DIRECTOR'S NOTE
Italians say “whenever someone dies, there is a business to be made.” When it comes to the death of labour migrants, the rules, practices and morality of such business are different. Most migrants can’t imagine death in migration. The money they make is sent back to finance the future: their children’s education, family houses and the everyday survival of people in another country. 3000 Euros required for repatriating the body back to Ukraine is an astronomical amount for most. Their families are far away. Their home, after decades of living abroad, is neither here nor there. But the idea of home, of family, even if they don’t meet for years, becomes the driver of all decisions, life choices, and self-discipline, thousands of miles away from the actual places and people. 

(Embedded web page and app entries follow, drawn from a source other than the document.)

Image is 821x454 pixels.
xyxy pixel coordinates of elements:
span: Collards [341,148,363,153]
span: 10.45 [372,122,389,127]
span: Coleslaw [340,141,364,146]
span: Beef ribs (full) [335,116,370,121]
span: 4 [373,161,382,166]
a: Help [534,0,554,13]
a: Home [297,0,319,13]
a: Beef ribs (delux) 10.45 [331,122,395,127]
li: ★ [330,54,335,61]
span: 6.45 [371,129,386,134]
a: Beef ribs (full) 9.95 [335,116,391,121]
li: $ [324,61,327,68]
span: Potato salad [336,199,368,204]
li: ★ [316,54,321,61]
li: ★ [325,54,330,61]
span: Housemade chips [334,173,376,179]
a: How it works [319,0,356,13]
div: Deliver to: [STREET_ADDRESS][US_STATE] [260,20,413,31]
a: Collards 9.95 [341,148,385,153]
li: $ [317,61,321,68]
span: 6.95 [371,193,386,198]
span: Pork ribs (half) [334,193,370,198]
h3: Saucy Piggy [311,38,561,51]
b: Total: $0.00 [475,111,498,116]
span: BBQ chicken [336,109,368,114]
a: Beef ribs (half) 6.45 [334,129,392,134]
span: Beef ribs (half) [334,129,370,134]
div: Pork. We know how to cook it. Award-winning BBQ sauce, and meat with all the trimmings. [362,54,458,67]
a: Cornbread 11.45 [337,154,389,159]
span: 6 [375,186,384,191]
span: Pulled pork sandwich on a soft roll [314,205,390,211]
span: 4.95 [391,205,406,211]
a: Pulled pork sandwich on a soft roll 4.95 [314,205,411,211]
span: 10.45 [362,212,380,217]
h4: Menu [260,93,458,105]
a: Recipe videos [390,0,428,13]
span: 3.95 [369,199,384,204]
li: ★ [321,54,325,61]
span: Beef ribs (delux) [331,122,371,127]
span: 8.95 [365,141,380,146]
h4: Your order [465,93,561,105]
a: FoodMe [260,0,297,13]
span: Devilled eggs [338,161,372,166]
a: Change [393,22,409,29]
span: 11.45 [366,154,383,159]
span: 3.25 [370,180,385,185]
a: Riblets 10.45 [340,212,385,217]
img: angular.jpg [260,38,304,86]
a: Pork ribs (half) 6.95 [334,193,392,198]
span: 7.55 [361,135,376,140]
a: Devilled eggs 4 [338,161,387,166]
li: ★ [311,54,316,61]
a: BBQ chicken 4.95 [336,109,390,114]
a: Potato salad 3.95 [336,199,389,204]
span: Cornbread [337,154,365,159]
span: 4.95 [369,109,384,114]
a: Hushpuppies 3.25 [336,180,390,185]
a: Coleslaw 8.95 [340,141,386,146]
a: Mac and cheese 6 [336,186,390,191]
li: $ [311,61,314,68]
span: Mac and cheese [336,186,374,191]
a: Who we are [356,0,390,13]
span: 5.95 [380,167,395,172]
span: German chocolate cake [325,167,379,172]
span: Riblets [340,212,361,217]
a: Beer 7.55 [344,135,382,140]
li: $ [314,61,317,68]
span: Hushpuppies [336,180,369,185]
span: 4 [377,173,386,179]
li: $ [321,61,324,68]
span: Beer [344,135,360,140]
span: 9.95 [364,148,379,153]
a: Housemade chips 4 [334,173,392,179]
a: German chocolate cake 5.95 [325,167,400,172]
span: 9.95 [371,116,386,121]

Funeralzzi is a film that uses a strong female gaze into many invisibilized topics. Through our main protagonist, who is a Ukrainian migrant woman who works in a transnational funeral business, we see multiplicity of care obligations she carries in virtual solitude. She finds solutions to problems neglected by the state policies, provides emotional support to the families in grief, and often, unresolved conflicts. She makes the economy of scarcity, characterising migration meet ends with the company's operational needs. And as many women of her background - she almost solely pushes the family relations forward. The full-scale war by Russia on Ukraine catalyses Natasha’s obligations, like it did for so many women in similar situations around the globe. In the film we see how under the rising pressure, Natasha’s humour and stoicism start peeling off, revealing her solitude. Her gradual personal awakening to disillusionment and painful choices she has to make reveal the true toll her work and life takes on her. The female gaze that she offers on her job, life in immigration and war makes the film a strong testimony of universal values.